I apologise for the length of gaps between posts. My life and my other obligations leave me increasingly little room. Here are three ways of serving partridges from the Dorotheenkloster MS:

156 Of partridges
Take three partridges, clean them well, but leave on the feet and the necks. Then take chicken broth that is sweet and boil them in this. Take 1 lad (Lot) whole pepper, wash it well, and put it in with the partridges. Let them boil as long as chickens, but do not let them overboil (versieden). Then cut an apple into long, thin slices and season it. Season it with spices. When you want to serve the dish, put the apple on it. Item, if you want to have it yellow, add ten almond kernels to the cooking liquid (sultz) or more, and serve it.
157 A furhess of partridges
Take three partridges and the blood of other birds (hunern). Cut each partridge in four pieces and boil them in the blood. Take an apple and an onion, blacken (fry?) it together and boil it in (the dish). If the blood is too thin, take a crust of bread, toast it dark (prenn) and add it. Season it with spices, but add no saffron if you want to have a furhess.
158 Again another dish of 3 partridges. A cold dish
Take three roast partridges, let them cool, and split each one. Take white semeln bread and toast it for a pheffer sauce that is not black. Take vinegar and wine and add it to that, and also add honey. Prepare a good, thickened (chebundes) phefferl sauce and do it justice with all kinds of spices and saffron. Add a quarter of a pound (virdung) of raisins, blacken (sautée?) them nicely, and add 2 lot of almonds to it. Stir it together, pour it on (the partridges) and let it set. Cover it so it cannot ‘smell out’ (verachen i.e. lose its scent) and serve them cold.
Partridges were highly desirable gamebirds fit for the tables of the nobility. Here, we see them prepared in three ways, each of which is fairly typical of medieval German culinary sources.
In the first recipe, the birds are boiled whole in clear chicken broth. I assume the reference to ‘sweet’ means fresh and clear, not old or cloudy, rather than actually sweetened. That is also how fresh butter, milk, and cream are described. A remarkable quantity of pepper (a Lot was 1/32 of a pound, about 15 grammes) is added to the cooking liquid and further spices before serving. The dish is decorated with apple slices and served with either the broth or a sauce made with it. Sultz, the word used here, can refer to a thickened sauce, but also to a jellied broth. The instruction to make it yellow by adding almond kernels is somewhat puzzling, but it may refer to the change of colour a rich chicken broth will undergo when it is made into almond milk.

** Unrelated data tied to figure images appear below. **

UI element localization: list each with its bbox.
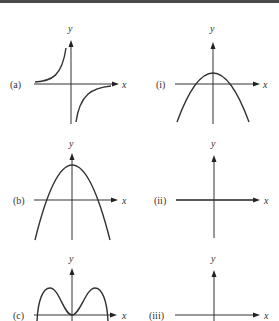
x-axis-arrow-icon: [253, 82, 260, 87]
x-axis-label: x: [262, 79, 268, 90]
x-axis-arrow-icon: [112, 82, 119, 87]
graph-label: (a): [10, 79, 21, 91]
y-axis-arrow-icon: [70, 153, 75, 160]
graph-c: (c) x y: [13, 253, 127, 321]
y-axis-arrow-icon: [212, 270, 217, 277]
curve-left-branch: [35, 48, 66, 82]
graph-ii: (ii) x y: [154, 138, 269, 238]
y-axis-label: y: [209, 23, 215, 34]
graph-label: (iii): [149, 310, 164, 321]
graph-b: (b) x y: [13, 138, 127, 240]
x-axis-arrow-icon: [253, 198, 260, 203]
y-axis-label: y: [210, 253, 216, 264]
graph-label: (i): [156, 79, 165, 91]
graph-matching-figure: (a) x y (i) x y (b) x y (ii) x y: [0, 0, 279, 321]
y-axis-arrow-icon: [211, 42, 216, 49]
x-axis-label: x: [121, 195, 127, 206]
graph-a: (a) x y: [10, 23, 127, 124]
graph-iii: (iii) x y: [149, 253, 269, 321]
x-axis-label: x: [121, 310, 127, 321]
y-axis-label: y: [67, 23, 73, 34]
graph-label: (ii): [154, 195, 166, 207]
x-axis-arrow-icon: [111, 198, 118, 203]
y-axis-label: y: [210, 138, 216, 149]
x-axis-label: x: [121, 79, 127, 90]
y-axis-arrow-icon: [69, 40, 74, 47]
y-axis-label: y: [68, 253, 74, 264]
graph-i: (i) x y: [156, 23, 268, 124]
graph-label: (c): [13, 310, 24, 321]
curve-right-branch: [76, 86, 111, 122]
x-axis-label: x: [263, 195, 269, 206]
x-axis-arrow-icon: [110, 313, 117, 318]
y-axis-arrow-icon: [212, 155, 217, 162]
x-axis-label: x: [263, 310, 269, 321]
y-axis-arrow-icon: [70, 268, 75, 275]
x-axis-arrow-icon: [253, 313, 260, 318]
y-axis-label: y: [68, 138, 74, 149]
graph-label: (b): [13, 195, 25, 207]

The second recipe is for a fürhess, a class of dish frequently described in our sources. At its most basic, this was made from the blood of a small animal and the meat of its less desirable parts, basically a civet. Here, the process is a good deal more elaborate: The entire bird is used and the sauce calls for blood from a different source. That is likely because there would not be enough in a partridge to make sauce for the whole body – usually, fürhess was made with the meat of forelegs, necks, and feet. The word huner usually refers to domestic chickens, but since it is also part of the name of the German word for partridge (as well as moorhen and capercaillie), it could refer to gamebirds here. Either way, and presumably it would not matter much, the blood is turned into a sauce with onion and apple and, if necessary, thickened with toasted bread. This seems to have been a popular flavour combination. The goal is to have small pieces of meat in a thick, dark, richly seasoned sauce.
The third is to be served cold and is one of a class of dishes that use a thick, spicy sauce to cover and thus preserve cooked meat. In a wealthy household, this might well be the kind of thing you would have ready in case of need, or prepare in advance of a visit. Vinegar and wine, spices and raisins, and fine, white bread to thicken it made this a strong and expensive concoction poured over the cooked meat while hot and allowed to congeal to exclude air. The technique is quite old, found as early as the thirteenth century, and may be the origin of modern aspic. At least the same words are used in Middle High German for both.
The Dorotheenkloster MS is a collection of 268 recipes that is currently held at the Austrian national library as Cod. 2897. It is bound together with other practical texts including a dietetic treatise by Albertus Magnus. The codex was rebound improperly in the 19th century which means the original order of pages is not certain, but the scripts used suggest that part of it dates to the late 14th century, the remainder to the early 15th century.
The Augustine Canons established the monastery of St Dorothea, the Dorotheenkloster, in Vienna in 1414 and we know the codex was held there until its dissolution in 1786, when it passed to the imperial library. Since part of the book appears to be older than 1414, it was probably purchased or brought there by a brother from elsewhere, not created in the monastery.
The text was edited and translated into modern German by Doris Aichholzer in „wildu machen ayn guet essen…“Drei mittelhochdeutsche Kochbücher: Erstedition Übersetzung, Kommentar, Peter Lang Verlag, Berne et al. 1999 on pp. 245-379.